The new alternating voltage pump-probe technique has allowed them for the first time to both record and visualize the magnetism and dynamic processes of individual atoms. Not only have they improved the system of visualization but they are also doing this at speeds 1 million times faster than we were previously able to do. This breakthrough allows for a major increase in that of image resolution and now offers the ability for us to examine exactly how long these individual atoms can retain information. Previously, scientists were always able to observe this effect in a time-slice of around one second which has of course limited our ability to take our research methods to the next level. The new IBM technique has decreased that very time-slice to one nanosecond — A substantial improvement that IBM believes will soon be widely employed by their research colleagues around the globe. This of course means that as more researchers start employing the technique, more advancements will follow.)

Do you see anything out of the ordinary in this photo of IBM’s modified Scanning Tunneling Microscope?

Look a little closer and you will notice an old can of Arizona Iced Tea which now serves as a housing that increases the vacuum inside the microscope.

Advancing technologies and game changers like these are going to open the doors for all sorts of new avenues while significantly improving previous ones. IBM is already claiming that its new technology will lay the groundwork for quantum computing researchers by giving them a new way to explore the feasibility of an entire new approach to quantum computer through atomic spins on surfaces. This new technology could also give rise to various applications in data storage as we will now be able to determine whether single atoms can hold data. Other fields of research and new engineering improvements that would benefit from this are things like storage-class memory systems and even photovoltaics or solar cells.
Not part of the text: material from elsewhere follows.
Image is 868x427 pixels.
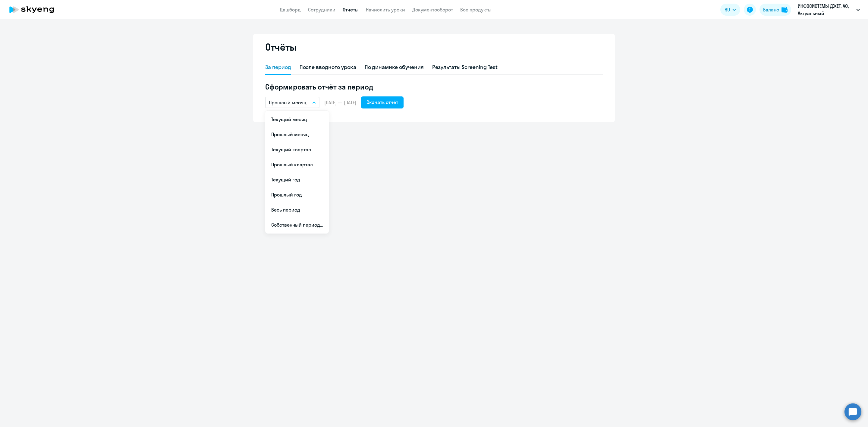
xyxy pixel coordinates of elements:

So when might we find quantum computer on our desktops? Unfortunately, no one knows. Although stunning breakthroughs have been made in manipulating individual atoms, there is still the stubborn decoherence problem, especially if we want to lash thousands to millions of atoms together into a single computing device.

So it may take many more miracles and breakthroughs, spanning decades, to make quantum computers come to life. But when this happens, it will change world history.